Well, 0812a579c92fefa57506821fa08e90f47cb6dbdd is beeing actively
discussed over in the "Performance regression in write() syscall"
thread. There are patches there which disable the movnt for
less-than-PAGE_SIZE copies. Perhaps adapt those to disable movnt
altogether to then see whether the use of movnt broke the advantages
which hot-cold-pages gave us?
argh.
Sorry to be pushing all this kernel archeology at you. Sometimes I
think we're insufficiently careful about removing old stuff - it can
turn out that it wasn't that bad after all! (cf slab.c...)
> Repeated setup, populate and teardown of pagetables might show up something
> as it should benefit if the pages were cache hot but the cost of faulting
> and zeroing might hide it.
Well, pagetables have been churning for years, with special-cased
magazining, quicklists, magazining of known-to-be-zeroed pages, etc.
I've always felt that we're doing that wrong, or at least awkwardly.

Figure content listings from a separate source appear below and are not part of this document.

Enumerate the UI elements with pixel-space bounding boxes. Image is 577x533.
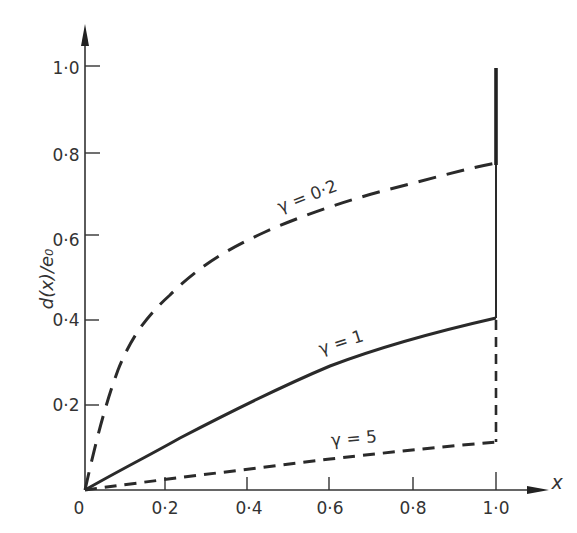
curve-label-gamma-5: γ = 5 xyxy=(330,426,378,450)
y-axis-arrow-icon xyxy=(81,24,89,46)
x-tick-label: 0·4 xyxy=(235,498,262,518)
x-tick-label: 0 xyxy=(74,498,85,518)
y-tick-label: 0·2 xyxy=(52,395,79,415)
y-axis-label: d(x)/e₀ xyxy=(36,249,57,309)
y-tick-label: 0·8 xyxy=(52,145,79,165)
y-tick-label: 0·6 xyxy=(52,230,79,250)
chart-plot-area xyxy=(0,0,577,533)
x-tick-label: 0·2 xyxy=(151,498,178,518)
y-tick-label: 0·4 xyxy=(52,310,79,330)
x-tick-label: 1·0 xyxy=(482,498,509,518)
x-tick-label: 0·8 xyxy=(399,498,426,518)
x-axis-arrow-icon xyxy=(527,486,549,494)
x-axis-label: x xyxy=(551,471,562,493)
x-tick-label: 0·6 xyxy=(316,498,343,518)
y-ticks xyxy=(85,66,100,405)
y-tick-label: 1·0 xyxy=(52,58,79,78)
curve-gamma-5 xyxy=(85,442,496,490)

If the magazining which the core page allocator does is up-to-snuff
then it _should_ be usable for pagetables.
The magazining of known-to-be-zeroed pages is a new requirement. But
it absolutely should not be done private to the pagetable page
allocator (if it still is - I forget), because there are other
callsites in the kernel which want cache-hot zeroed pages, and there
are probably other places which free up known-to-be-zeroed pages.